Wednesday, April 11, 2012

Marriage Monday: Help A Brother Out



[Note: This WAS mostly written on Monday, but now it's Wednesday, and I can only blame my 10 minute breaks on the delay. We'll start planning earlier for next week!]

A marriage is a partnership. A team. The best way to picture a functioning, equally dedicated marriage is like a forward-moving rowboat: each passenger working together to ensure their strokes are in step, pulling with equal vigour, lest the boat take a turn right or left and end up moving in circles. Each passenger must agree to be 100% dedicated to the cause of moving the boat forward, because this simply doesn't happen by accident.

Now, we all know the importance of helping one another in marriage. (If you don't: it's important to help your spouse, to be their helper.) Whether we practice that with dedication or not is up to us to reflect on, but the principle of helping our spouse hasn't changed.
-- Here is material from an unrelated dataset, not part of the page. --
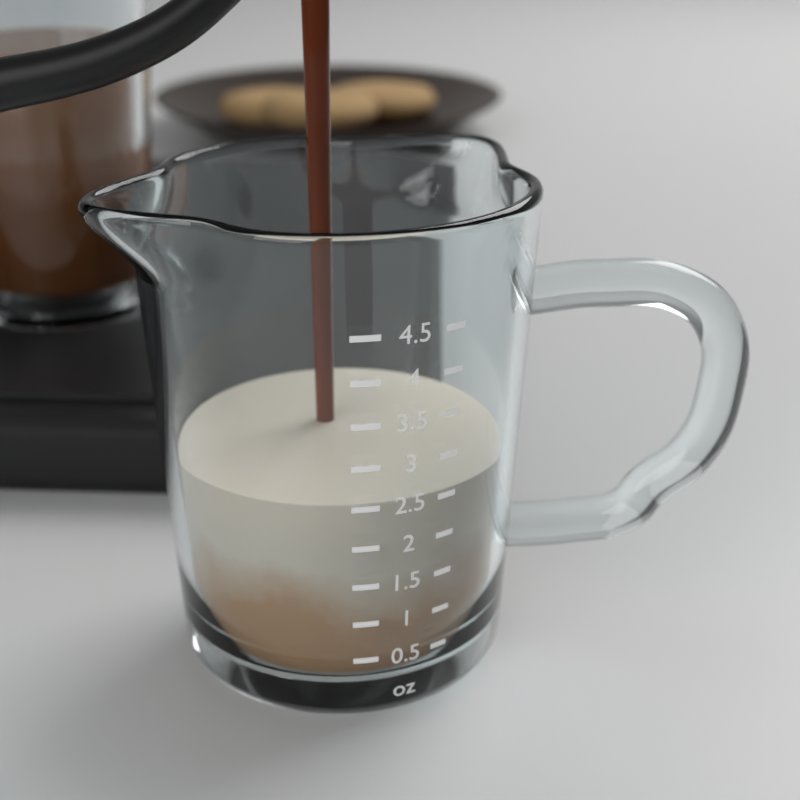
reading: 2.5 oz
If you see that your partner could use a hand, it should be in your duty and desire to lend it to them. But that's not really the point of today's post.

This Monday, John and I want to share with you the importance of letting your partner help you.

I don't know about you, but I'd consider myself a fairly independent person. In life, this has been a benefit for me: I don't need to wait for a wingman to go to the gym, I don't require approval for outfit choices (OK, maybe that's not a benefit!), I'm happy to join a class where I don't know anyone... In general, I've always been alright on my own. But despite the fact that "life" rewards the independents, marriage doesn't - that's not how it was designed.

In the first year of our marriage, I learned that my tendency towards an independent attitude
didn't have a place in our day to day activities. This doesn't mean we didn't enjoy our own friends or independent experiences, but for me to decide I could do things on my own - and vice versa - defeated the purpose of marriage as a partnership. Now, 13 days into life with our newborn, I'm more than thankful I learned to accept John's help earlier on: We learned to form better habits of partnership and now more than ever need to call on them just to get through the day.

There are so many things in life (with or without baby) we just shouldn't need to do on our own, and as long as we have a partner who values our partnership equally, we may not need to. But in order to get there, us independents need to drop the habit and allow our spouse to fill in the gaps where we can't. Help your spouse by allowing them to help you.